■ EXERCISE
Give again the entries below exactly, beginning at the first line and ending at the line with "Task: Click on the header: Google Ads".

DATA SUPPLIED START

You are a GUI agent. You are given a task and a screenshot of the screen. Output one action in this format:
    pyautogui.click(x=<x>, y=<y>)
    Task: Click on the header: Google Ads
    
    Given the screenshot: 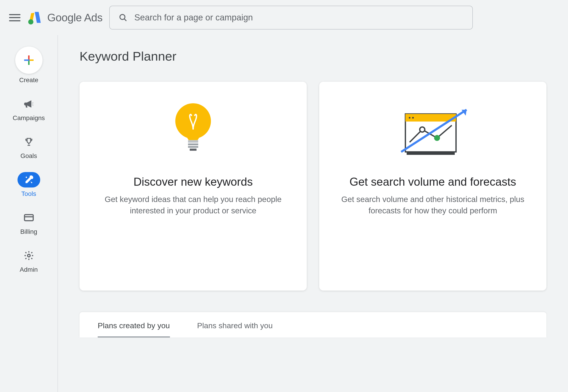 What is the action you would take?
    pyautogui.click(x=284, y=18)
    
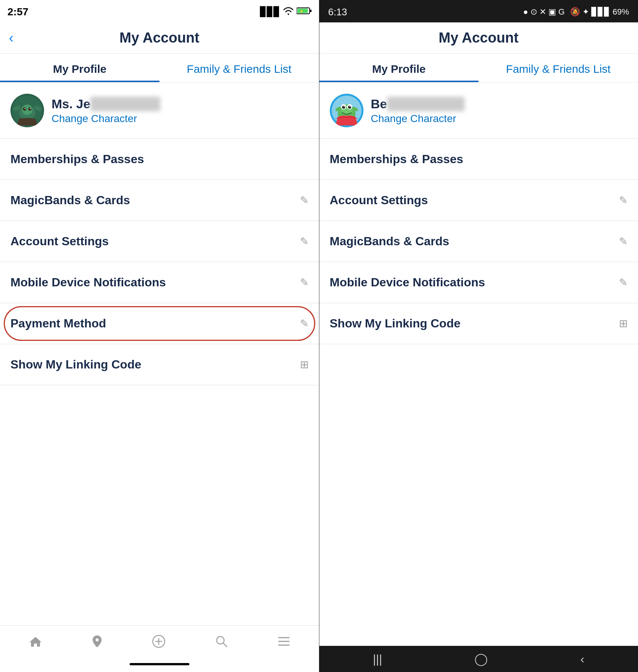  Describe the element at coordinates (479, 283) in the screenshot. I see `mobile-notifications-item-right: Mobile Device Notifications ✎` at that location.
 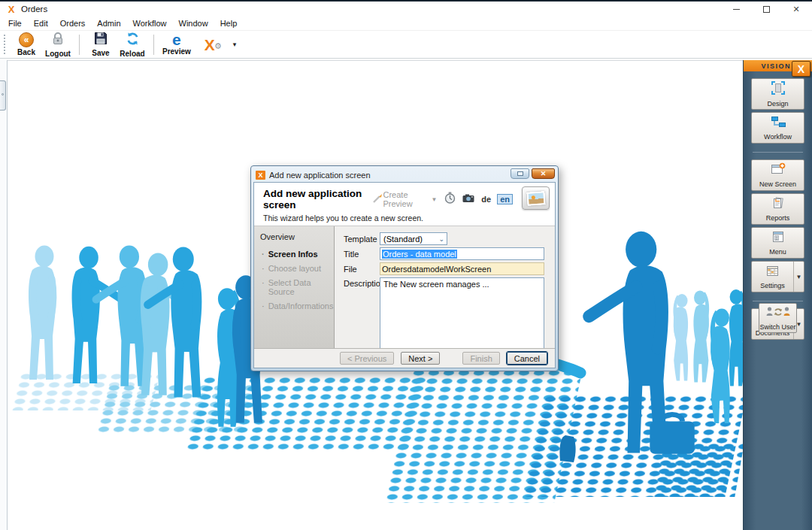 What do you see at coordinates (405, 218) in the screenshot?
I see `dialog-subtitle: This wizard helps you to create a new sc…` at bounding box center [405, 218].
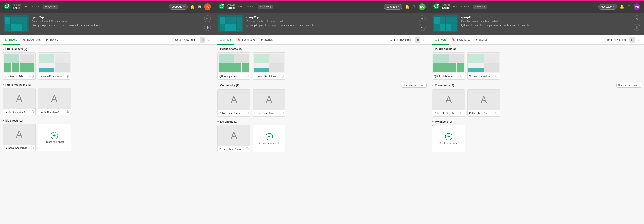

DATA SUPPLIED END

■ EXERCISE RESULT
You are a GUI agent. You are given a task and a screenshot of the screen. Output one action in this format:
    pyautogui.click(x=<x>, y=<y>)
    Task: Click on the header: Google Ads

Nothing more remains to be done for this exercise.